What is Spatial Data Mining?


A spatial database saves a huge amount of space-related data, including maps, preprocessed remote sensing or medical imaging records, and VLSI chip design data. Spatial databases have several features that distinguish them from relational databases. They carry topological and/or distance information, usually organized by sophisticated, multidimensional spatial indexing structures that are accessed by spatial data access methods and often require spatial reasoning, geometric computation, and spatial knowledge representation techniques.

Spatial data mining refers to the extraction of knowledge, spatial relationships, or other interesting patterns not explicitly stored in spatial databases. Such mining demands the unification of data mining with spatial database technologies. It can be used for learning spatial records, discovering spatial relationships and relationships among spatial and nonspatial records, constructing spatial knowledge bases, reorganizing spatial databases, and optimizing spatial queries.

It is expected to have broad applications in geographic data systems, marketing, remote sensing, image database exploration, medical imaging, navigation, traffic control, environmental studies, and many other areas where spatial data are used.

A central challenge to spatial data mining is the exploration of efficient spatial data mining techniques because of the large amount of spatial data and the difficulty of spatial data types and spatial access methods. Statistical spatial data analysis has been a popular approach to analyzing spatial data and exploring geographic information.

The term geostatistics is often associated with continuous geographic space, whereas the term spatial statistics is often associated with discrete space. In a statistical model that manages non-spatial records, one generally considers statistical independence among different areas of data.

There is no such separation among spatially distributed records because, actually spatial objects are interrelated, or more exactly spatially co-located, in the sense that the closer the two objects are placed, the more likely they send the same properties. For example, natural resources, climate, temperature, and economic situations are likely to be similar in geographically closely located regions.

Such a property of close interdependency across nearby space leads to the notion of spatial autocorrelation. Based on this notion, spatial statistical modeling methods have been developed with success. Spatial data mining will create spatial statistical analysis methods and extend them for large amounts of spatial data, with more emphasis on effectiveness, scalability, cooperation with database and data warehouse systems, enhanced user interaction, and the discovery of new kinds of knowledge.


→ **Your objective**: Reproduce the records that follow without alteration, apart from removing the pictures.
START Records for processing
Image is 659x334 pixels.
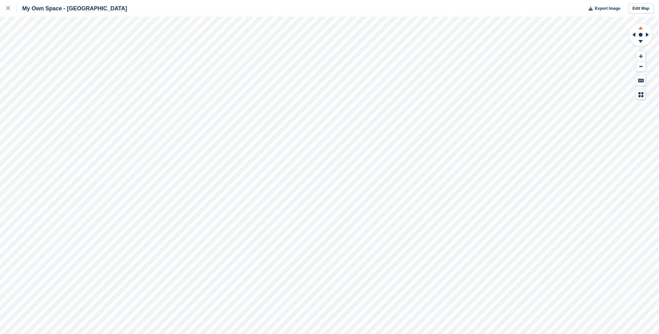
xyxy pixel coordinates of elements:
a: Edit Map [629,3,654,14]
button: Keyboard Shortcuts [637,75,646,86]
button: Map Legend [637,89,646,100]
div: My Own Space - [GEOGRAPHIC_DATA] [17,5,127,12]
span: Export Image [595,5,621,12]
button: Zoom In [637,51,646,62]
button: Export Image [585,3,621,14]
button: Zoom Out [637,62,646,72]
END Records for processing
→ **Response area**:
Image is 659x334 pixels.
xyxy pixel coordinates of elements:
a: Edit Map [629,3,654,14]
button: Keyboard Shortcuts [637,75,646,86]
button: Map Legend [637,89,646,100]
div: My Own Space - [GEOGRAPHIC_DATA] [17,5,127,12]
span: Export Image [595,5,621,12]
button: Zoom In [637,51,646,62]
button: Export Image [585,3,621,14]
button: Zoom Out [637,62,646,72]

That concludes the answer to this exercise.